Jodi Dean – Four Theses on the Comrade
The 2018 Phyllis Clarke Memorial Lecture presented by Jodi Dean: “Four Theses on the Comrade.” Recorded in Toronto, 16 February 2018. Watch video »
2018 Phyllis Clarke Memorial Lecture presented by Jodi Dean:
Four Theses on the Comrade
Crucial to the global excitement generated by the October Revolution was the promise and possibility of new forms of relationship, new ways of being human. The Revolution heralded an end to relations of hierarchy and domination and the beginning of new relations of comradeship and solidarity. This lecture focuses on the comrade as a term of address, figure of political relation, and carrier of expectations for action. It presents four theses on the comrade, emphasizing the genericity and interchangeability of the comrade. It argues that this genericity, the sameness of those on the same side, provides a way through the impasse of systems and survivors prominent on the contemporary left.
Jodi Dean is the Donald R. Harter ’39 Professor of Humanities and Social Sciences at Hobart and William Smith Colleges in Geneva, New York. Her latest publication is Crowds and Party (Verso 2016).
Moderated by Bryan Evans. Introduction by Leo Panitch.
The Phyllis Clarke Memorial Lecture is held annually to honour the memory of Phyllis Clarke, a member of the Ryerson University faculty from 1977 until her death in 1988. The lecture series is organized by Bryan Evans, and co-sponsored and supported by Ryerson’s CUPE Locals 233, 1281, 3904, and the Department of Politics and Public Administration, Ryerson University.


**Work request**
Every entry below should be reproduced exactly, with all pictures left out.

**Record extracts**
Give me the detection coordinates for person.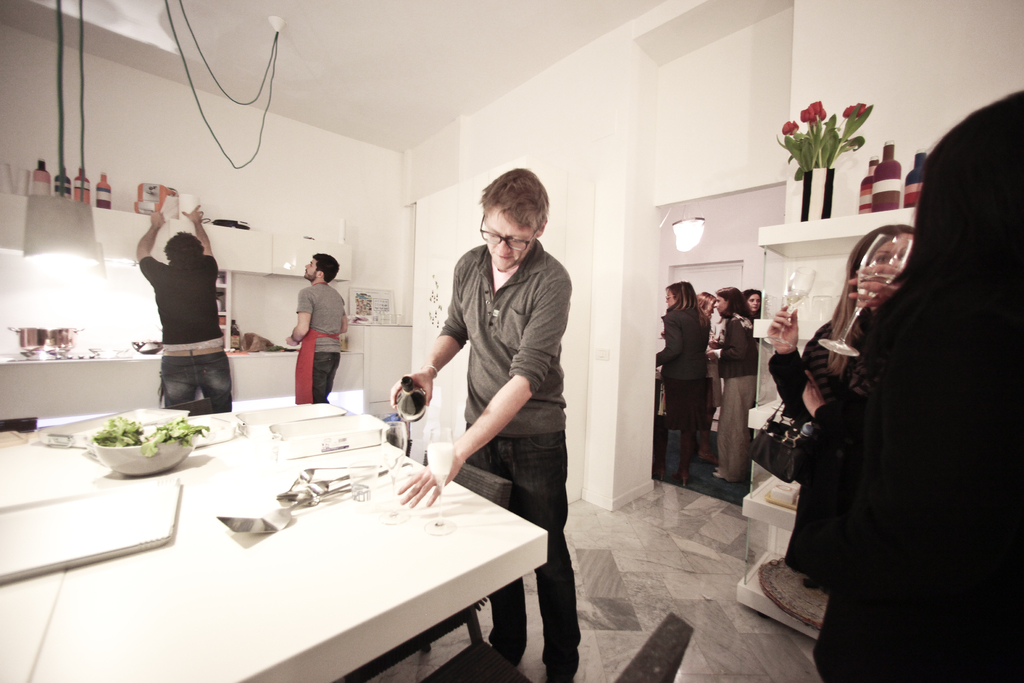
<region>138, 199, 234, 407</region>.
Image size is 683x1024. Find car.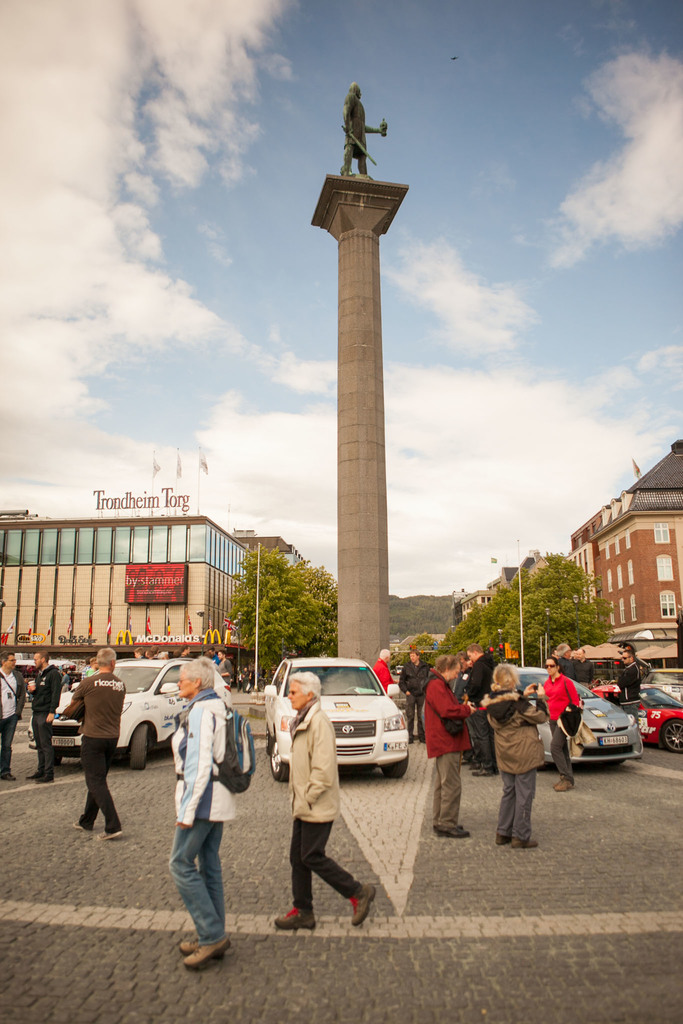
box(589, 680, 682, 753).
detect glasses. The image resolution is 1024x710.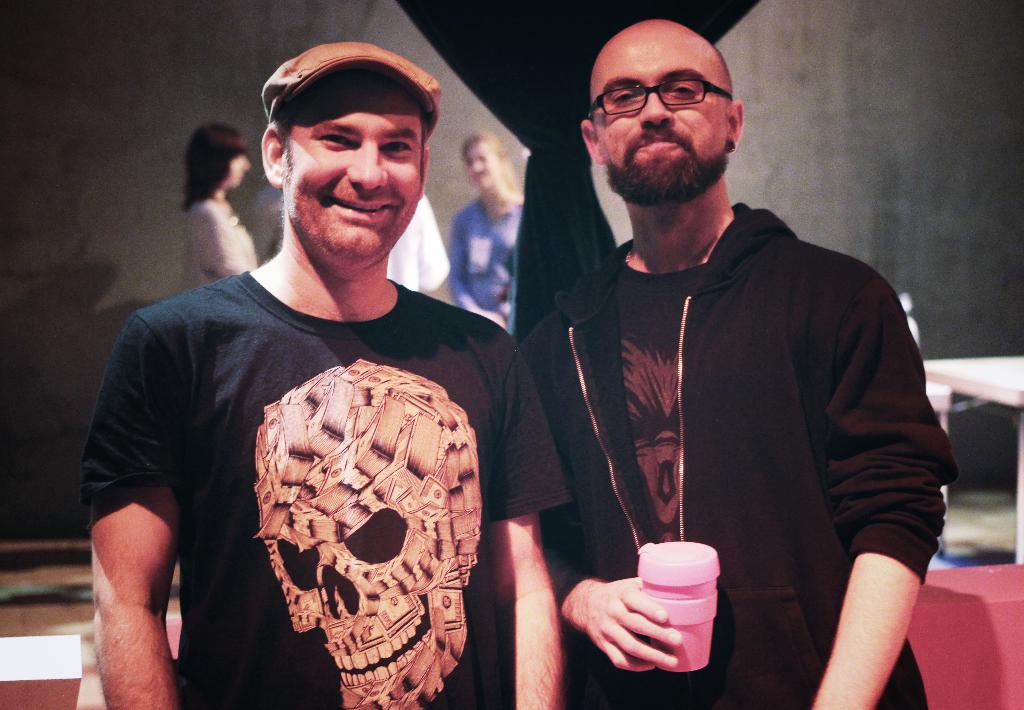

**Output of the task**
Give me the detection coordinates for person.
<region>138, 199, 234, 407</region>.
Image size is 683x1024. Find car.
box(589, 680, 682, 753).
detect glasses. The image resolution is 1024x710.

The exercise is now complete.